The ‘Doomsday Shelter’ Being Built Below Kansas Prairie Where Millionaires Will be Able To Sit Out the Apocalypse in Style

     

When you buy a house, you end up feeling like you will be paying it off until the world ends.

Well, how about one of these luxurious condos, which come with all the mod-cons, as well as a pool, a movie theater and a library – oh, and a guarantee that it will survive Doomsday if and when that fateful day comes.

For these luxury flats, deep below the Kansas prairie in the shaft of an abandoned missile silo, are meant to withstand everything from economic collapse and solar flares to terrorist attacks and pandemics.
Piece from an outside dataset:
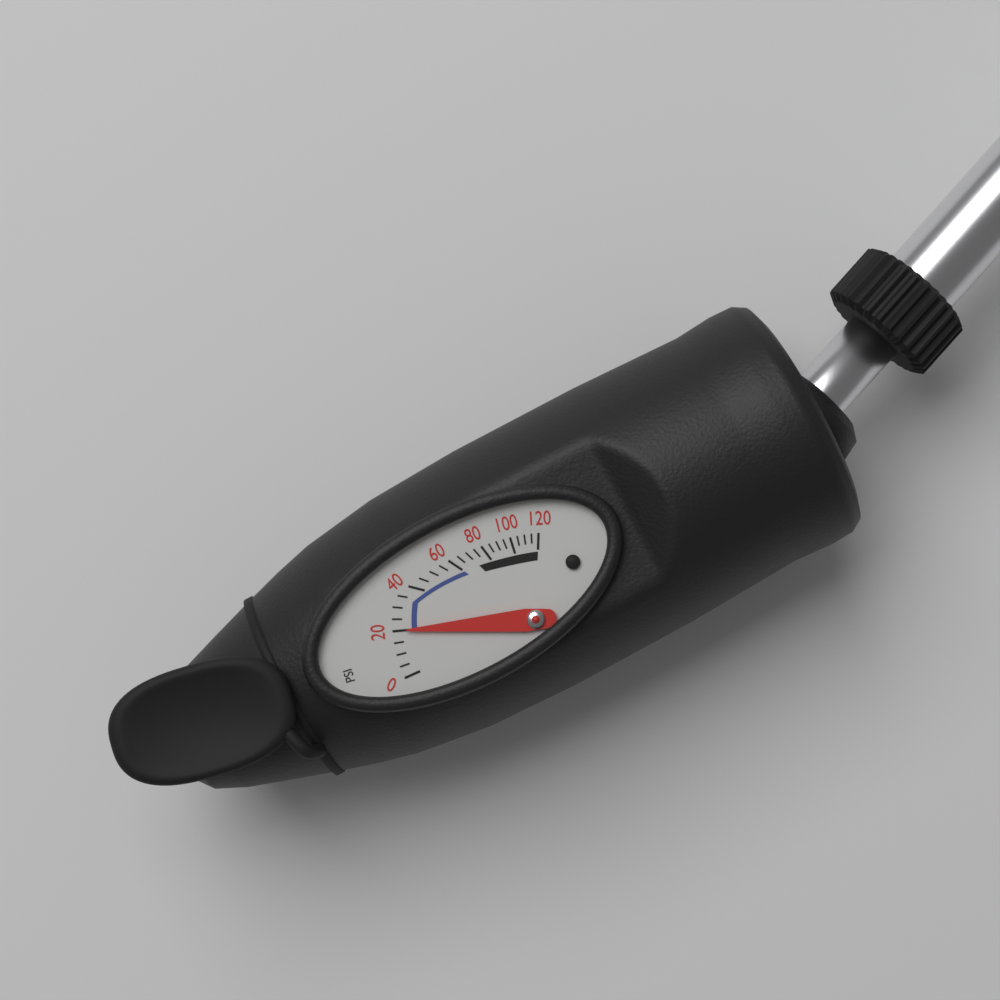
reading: 20 psi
Naturally, there will be no one around to phone if the guarantee fails – but at that point, the insurance will probably be the least of your worries.

So far, four buyers have thrown down a total of about $7million (£4.4m) for havens to flee to when disaster happens or the end is nigh. And developer Larry Hall has options to retro-fit three more Cold War-era silos when this one fills up.

These ‘doomsday preppers’, as they are called, want a safe place and he will be there with them because Hall, 55, bought one of the condos for himself. He says his fear is that sun flares could wipe out the power grid and cause chaos.

He and his wife and son live in Denver and will use their condo mostly as a vacation home, he says, but if the grid goes, they will be ready.

Hall isn’t the first person to buy an abandoned nuclear missile silo and transform at least part of it into a shelter.

Built to withstand an atomic blast, even the most paranoid can find comfort inside concrete walls that are nine feet thick and stretch 174 feet (53 meters) underground.

Instead of simply setting up shop in the old living quarters provided for missile operators, Hall is building condos right up the missile shaft.

Seven of the 14 underground floors will be condo space selling for $2 million a floor or $1 million a half floor. Three and a half units have been sold, two contracts are pending and only two more full units are available, Hall said.

For now, metal stairs stretch down to connect each floor but an elevator will later replace them. The units are within a steel and concrete core inside the original thick concrete, which makes them better able to withstand earthquakes.